Cinematic Convalescence

Which one of us, on a gloomy Sunday afternoon, one of those afternoons when one feels like doing nothing, bored even with not wanting to do anything, has not had the desire to watch some old film, no matter which, either at some nearby movie house, if it is in town and there are a few dollars to waste, or on video or DVD at home – or (last resort) just turning on the television where in the end there is no film but some very mediocre series, or indeed anything? Just to be lost in the flow of images.

Why don’t we turn it off and pick up a book – a book, say, in which we could find a really good story, strong and well written? Why, on such a Sunday afternoon, do those moving images win out over written words in beautiful books?

The answer is that we need only look. And even if what we are looking at is completely inane but the filmmaker has somehow been able to exploit the video-cinematographic possibilities, the cinematic will attract our attention to the passing images, no matter what they are, and we will prefer to see them unfold before our eyes. We become immersed in the time of their flowing forth; we forget all about ourselves watching, perhaps “losing ourselves” (losing track of time), but however we define it, we will be sufficiently captured, not to say captivated, to stay with it to the very end.

During the passing ninety minutes or so …of this pastime, the time of our consciousness will be totally passive within the thrall of those “moving” images that are linked together by noises, sounds, words, voices. Ninety… minutes of our life will have passed by outside our “real” life, but within a life or the lives of people and events, real or fictive, to which we will have conjoined our time, adopting their events as though they were happening to us as they happened to them.

If by some lucky chance the film is a good one, we who are watching it in complete lethargy, the core validation of the animated sound-image by which we can leave everything behind and still be completely uninvolved – not even (as with a book) following written sentences and turning pages, careful not to lose the gist of the story; indeed, if the film is good, we come out of it less lazy, even re-invigorated, full of emotion and the desire to do something, or else infused with a new outlook on things: the cinematographic machine, taking charge of our boredom, will have transformed it into new energy, transubstantiated it, made something out of nothing – the nothing of that terrible, nearly fatal feeling of a Sunday afternoon of nothingness. The cinema will have brought back the expectation of something, something that must come, that will come, and that will come to us from our own life: from this seemingly non-fictional life that we re-discover when, leaving the darkening room, we hide ourselves in the fading light of day.

Bernard Stiegler, Technics and Time 3: Cinematic Time and the Question of Malaise.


(Problem statement): Repeat the following entries exactly, excluding pictures.

[Figure dataset records]

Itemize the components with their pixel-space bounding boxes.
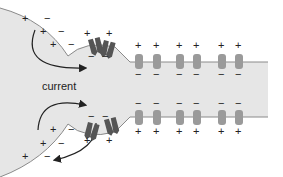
- plus-charge: +: [22, 150, 28, 162]
- plus-charge: +: [193, 125, 199, 137]
- plus-charge: +: [50, 38, 56, 50]
- minus-charge: −: [44, 12, 50, 24]
- minus-charge: −: [135, 68, 141, 80]
- plus-charge: +: [40, 25, 46, 37]
- minus-charge: −: [68, 38, 74, 50]
- minus-charge: −: [88, 50, 94, 62]
- minus-charge: −: [153, 97, 159, 109]
- minus-charge: −: [58, 137, 64, 149]
- minus-charge: −: [235, 68, 241, 80]
- minus-charge: −: [68, 123, 74, 135]
- minus-charge: −: [102, 110, 108, 122]
- minus-charge: −: [153, 68, 159, 80]
- minus-charge: −: [176, 97, 182, 109]
- plus-charge: +: [84, 27, 90, 39]
- plus-charge: +: [135, 125, 141, 137]
- plus-charge: +: [218, 39, 224, 51]
- plus-charge: +: [84, 134, 90, 146]
- minus-charge: −: [88, 110, 94, 122]
- plus-charge: +: [235, 39, 241, 51]
- plus-charge: +: [193, 39, 199, 51]
- plus-charge: +: [176, 39, 182, 51]
- minus-charge: −: [102, 50, 108, 62]
- minus-charge: −: [235, 97, 241, 109]
- plus-charge: +: [40, 137, 46, 149]
- plus-charge: +: [153, 125, 159, 137]
- plus-charge: +: [235, 125, 241, 137]
- current-label: current: [42, 80, 76, 92]
- plus-charge: +: [218, 125, 224, 137]
- minus-charge: −: [135, 97, 141, 109]
- plus-charge: +: [106, 134, 112, 146]
- plus-charge: +: [106, 27, 112, 39]
- minus-charge: −: [176, 68, 182, 80]
- minus-charge: −: [58, 25, 64, 37]
- plus-charge: +: [22, 12, 28, 24]
- plus-charge: +: [135, 39, 141, 51]
- plus-charge: +: [153, 39, 159, 51]
- minus-charge: −: [44, 150, 50, 162]
- minus-charge: −: [193, 97, 199, 109]
- plus-charge: +: [50, 123, 56, 135]
- plus-charge: +: [176, 125, 182, 137]
- minus-charge: −: [193, 68, 199, 80]
- minus-charge: −: [218, 68, 224, 80]
- minus-charge: −: [218, 97, 224, 109]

(Problem solution):
Itemize the components with their pixel-space bounding boxes.
- plus-charge: +: [22, 150, 28, 162]
- plus-charge: +: [193, 125, 199, 137]
- plus-charge: +: [50, 38, 56, 50]
- minus-charge: −: [44, 12, 50, 24]
- minus-charge: −: [135, 68, 141, 80]
- plus-charge: +: [40, 25, 46, 37]
- minus-charge: −: [68, 38, 74, 50]
- minus-charge: −: [88, 50, 94, 62]
- minus-charge: −: [153, 97, 159, 109]
- minus-charge: −: [58, 137, 64, 149]
- minus-charge: −: [235, 68, 241, 80]
- minus-charge: −: [68, 123, 74, 135]
- minus-charge: −: [102, 110, 108, 122]
- minus-charge: −: [153, 68, 159, 80]
- minus-charge: −: [176, 97, 182, 109]
- plus-charge: +: [84, 27, 90, 39]
- plus-charge: +: [135, 125, 141, 137]
- plus-charge: +: [218, 39, 224, 51]
- plus-charge: +: [84, 134, 90, 146]
- minus-charge: −: [88, 110, 94, 122]
- plus-charge: +: [235, 39, 241, 51]
- plus-charge: +: [193, 39, 199, 51]
- plus-charge: +: [176, 39, 182, 51]
- minus-charge: −: [102, 50, 108, 62]
- minus-charge: −: [235, 97, 241, 109]
- plus-charge: +: [40, 137, 46, 149]
- plus-charge: +: [153, 125, 159, 137]
- plus-charge: +: [235, 125, 241, 137]
- current-label: current: [42, 80, 76, 92]
- plus-charge: +: [218, 125, 224, 137]
- minus-charge: −: [135, 97, 141, 109]
- plus-charge: +: [106, 134, 112, 146]
- plus-charge: +: [106, 27, 112, 39]
- minus-charge: −: [176, 68, 182, 80]
- minus-charge: −: [58, 25, 64, 37]
- plus-charge: +: [22, 12, 28, 24]
- plus-charge: +: [135, 39, 141, 51]
- plus-charge: +: [153, 39, 159, 51]
- minus-charge: −: [44, 150, 50, 162]
- minus-charge: −: [193, 97, 199, 109]
- plus-charge: +: [50, 123, 56, 135]
- plus-charge: +: [176, 125, 182, 137]
- minus-charge: −: [193, 68, 199, 80]
- minus-charge: −: [218, 68, 224, 80]
- minus-charge: −: [218, 97, 224, 109]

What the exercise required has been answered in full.